February 4, 2019
Food for thought: What IF food was digital?
“What IF food was digital?” is the question that will be at the center of a discussion with Miles O’Brien and Caleb Harper during a Feb. 26 event in the Stewart Center. (Purdue University graphic)
How technology and food intersect
WEST LAFAYETTE, Ind. — Have you ever thought how artificial intelligence could improve how an apple tastes or how it is grown? And what about moving farming indoors? Would doing so solve problems related to food security and sustainability?
“What IF food was digital?” is the question that will be at the center of a discussion with Miles O’Brien, science correspondent for “PBS NewsHour,” and Caleb Harper, principal investigator and director of the Open Agriculture Initiative at the Massachusetts Institute of Technology Media Lab, during a Feb. 26 event. O’Brien and Harper will also explore many other issues in relation to how food and technology may intersect in the future, such as how computerized boxes might someday replace farms and how personal food computers might alter the way we eat.

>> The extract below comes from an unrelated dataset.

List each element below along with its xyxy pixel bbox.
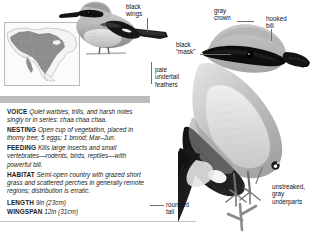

The lecture, which is free and open to the public, will take place at 6:30 p.m. in Stewart Center’s Fowler Hall. The event will be livestreamed.
The event is a part of Purdue’s Ideas Festival, the centerpiece of Purdue’s Giant Leaps Sesquicentennial Campaign, which is a series of events that connect world-renowned speakers and Purdue expertise in a conversation on the most critical problems facing the world. One of the Ideas Festival’s themes is Toward a Sustainable Economy & Planet: Innovative Today for a Sustainable Tomorrow.
In his role at MIT, Harper leads a group of engineers, scientists and educators in research that aims to shape the development of future food systems. He and his colleagues are developing an open-source agricultural hardware, software, and data common that Harper hopes will foster a more collaborative food system. Harper’s main areas of research focus on controlled environment design, actuated sensing, control automation and data-drive resource, energy and biologic optimization.“Harper’s innovative research shows just how vast the possibilities are when considering how technology can connect with various aspects of food systems in the future,” says Bernie Engel, professor and associate dean of research and graduate education for Purdue’s College of Agriculture. “Given Purdue’s special interest in agriculture and engineering and dedication to finding a way to balance conflicting environmental needs and resources, the Purdue community is very excited to hear from such a revolutionary thinker.”
This is one of the four Ideas Festival events that O’Brien will lead. O’Brien is an independent broadcast news journalist and has been serving as national science correspondent for “PBS NewsHour” since 2010. He worked as the science, environment and aerospace correspondent for CNN for 17 years.